New wine Web site uses video to attract audience

Published April 22, 2008 4:00am ET



D.C.-based WineTasteTV.com is trying to find a niche, somewhere YouTube meets vino.

The site, which quietly debuted in February, is aiming to be an online television channel for wine lovers, featuring such content as winery profiles, stories on wine bars and wine events coverage.

“Nobody in the wine industry has tackled video from the perspective of an on-demand channel,” said Roger Marmet,the founder and president of the site.

The venture plans to make its money through advertising, selling wine-related products and producing videos on the side for wineries.

The U.S. market for wine has been increasing slowly, topping 700 million gallons of wine in 2005, according to the U.S. Department of Agriculture.

Wine-related Web sites have skyrocketed over the past few years, according to Gary Vaynerchuk, who does a daily wine webcast on Wine

LibraryTV, a video wine blog that debuted in 2006 and now reaches 80,000 people a day.

“I think there’s always room for innovation,” said Vaynerchuck of WineTasteTV.com’s chances for success.

Vaynerchuck thinks the next trend in Web 2.0 wine applications will be a mobile function that allows individuals to use their cell phones to get wine information and reviews.

Marmet’s not the only local entrepreneur to find success in the wine industry. Springfield, Va.-based Big Tattoo Wines recently announced it has now donated more than $1 million to cancer-related charities through sales from its label.

Big Tattoo is the brainchild of two brothers, Alex and Erik, who wanted to do something to honor their mother, Liliana, who died of breast cancer. Their father owned a wine import business, Billington Wines, and Erik was a tattoo artist.

Erik designed a fleur-de-lis tattoo, his mother’s favorite symbol, which became the logo for Big Tattoo Wines, which donates 50 cents for every bottle sold to charities nationwide.

The label now has six blends —three Big Tattoo varieties and three reservas sold under the name Two Brothers, Alex Bartholomaus said.

The wines are available in various small wine shops and Whole Foods in the D.C. area and retail from $9 to $13.

Bartholomaus isn’t about to rest on the label’s successes.

“It’s goingto take a lot more wine drinkers to reach our goal of $1 million raised per year rather than $1 million over five years,” he said.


● What is expected:
From the entries below, tally the lines with "Nachtwolken" in them and reply with that figure only.

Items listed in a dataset
┏━━

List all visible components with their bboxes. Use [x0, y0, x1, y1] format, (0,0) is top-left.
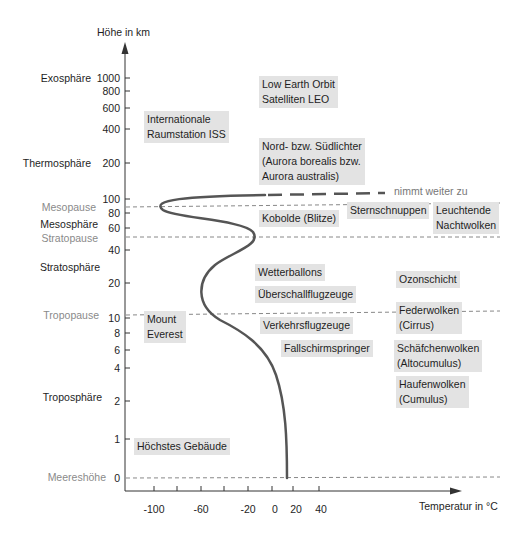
annotation-iss: Internationale Raumstation ISS — [144, 111, 229, 143]
label-stratopause: Stratopause — [0, 231, 98, 245]
label-thermosphere: Thermosphäre — [0, 156, 91, 170]
y-tick-1: 1 — [80, 433, 120, 445]
label-troposphere: Troposphäre — [0, 390, 102, 404]
annotation-skydivers: Fallschirmspringer — [281, 340, 373, 357]
label-sea-level: Meereshöhe — [0, 470, 106, 484]
label-tropopause: Tropopause — [0, 308, 99, 322]
annotation-cumulus: Haufenwolken (Cumulus) — [396, 376, 469, 408]
x-axis-title: Temperatur in °C — [419, 500, 498, 512]
y-tick-8: 8 — [80, 327, 120, 339]
temperature-continuation — [268, 193, 385, 195]
annotation-weather-balloons: Wetterballons — [255, 264, 325, 281]
y-axis-arrow-icon — [122, 42, 129, 54]
y-axis-title: Höhe in km — [97, 26, 150, 38]
y-tick-40: 40 — [80, 244, 120, 256]
annotation-leo-line2: Satelliten LEO — [262, 92, 335, 107]
annotation-iss-line2: Raumstation ISS — [147, 127, 226, 142]
annotation-continuation: nimmt weiter zu — [394, 185, 468, 197]
annotation-cirrus-line1: Federwolken — [399, 303, 459, 318]
x-tick--60: -60 — [181, 503, 221, 515]
annotation-everest-line1: Mount — [147, 312, 183, 327]
x-axis-arrow-icon — [450, 488, 462, 495]
label-mesosphere: Mesosphäre — [0, 217, 98, 231]
annotation-iss-line1: Internationale — [147, 112, 226, 127]
annotation-altocumulus-line1: Schäfchenwolken — [397, 341, 479, 356]
annotation-everest: Mount Everest — [144, 311, 186, 343]
y-tick-600: 600 — [80, 102, 120, 114]
y-tick-6: 6 — [80, 344, 120, 356]
annotation-altocumulus: Schäfchenwolken (Altocumulus) — [394, 340, 482, 372]
annotation-airliners: Verkehrsflugzeuge — [260, 317, 353, 334]
annotation-leo-line1: Low Earth Orbit — [262, 77, 335, 92]
annotation-aurora-line1: Nord- bzw. Südlichter — [262, 139, 362, 154]
x-tick--100: -100 — [134, 503, 174, 515]
annotation-meteors: Sternschnuppen — [347, 202, 429, 219]
label-mesopause: Mesopause — [0, 200, 96, 214]
annotation-noctilucent-line1: Leuchtende — [436, 203, 496, 218]
annotation-altocumulus-line2: (Altocumulus) — [397, 356, 479, 371]
x-tick-marks — [154, 486, 319, 491]
annotation-supersonic: Überschallflugzeuge — [255, 286, 356, 303]
annotation-cirrus-line2: (Cirrus) — [399, 318, 459, 333]
y-tick-800: 800 — [80, 85, 120, 97]
label-exosphere: Exosphäre — [0, 71, 91, 85]
y-tick-4: 4 — [80, 362, 120, 374]
y-tick-marks — [125, 78, 130, 439]
label-stratosphere: Stratosphäre — [0, 260, 100, 274]
y-tick-20: 20 — [80, 277, 120, 289]
annotation-leo: Low Earth Orbit Satelliten LEO — [259, 76, 338, 108]
annotation-noctilucent-line2: Nachtwolken — [436, 218, 496, 233]
annotation-noctilucent: Leuchtende Nachtwolken — [433, 202, 499, 234]
y-tick-400: 400 — [80, 123, 120, 135]
annotation-aurora-line3: Aurora australis) — [262, 169, 362, 184]
annotation-cumulus-line1: Haufenwolken — [399, 377, 466, 392]
annotation-aurora-line2: (Aurora borealis bzw. — [262, 154, 362, 169]
sea-level-line — [126, 477, 500, 478]
annotation-ozone: Ozonschicht — [396, 271, 460, 288]
x-tick-40: 40 — [301, 503, 341, 515]
annotation-tallest-building: Höchstes Gebäude — [134, 438, 230, 455]
annotation-aurora: Nord- bzw. Südlichter (Aurora borealis b… — [259, 138, 365, 185]
annotation-everest-line2: Everest — [147, 327, 183, 342]
annotation-cumulus-line2: (Cumulus) — [399, 392, 466, 407]
annotation-sprites: Kobolde (Blitze) — [259, 210, 339, 227]
annotation-cirrus: Federwolken (Cirrus) — [396, 302, 462, 334]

┗━━

● Solution for this exercise:
2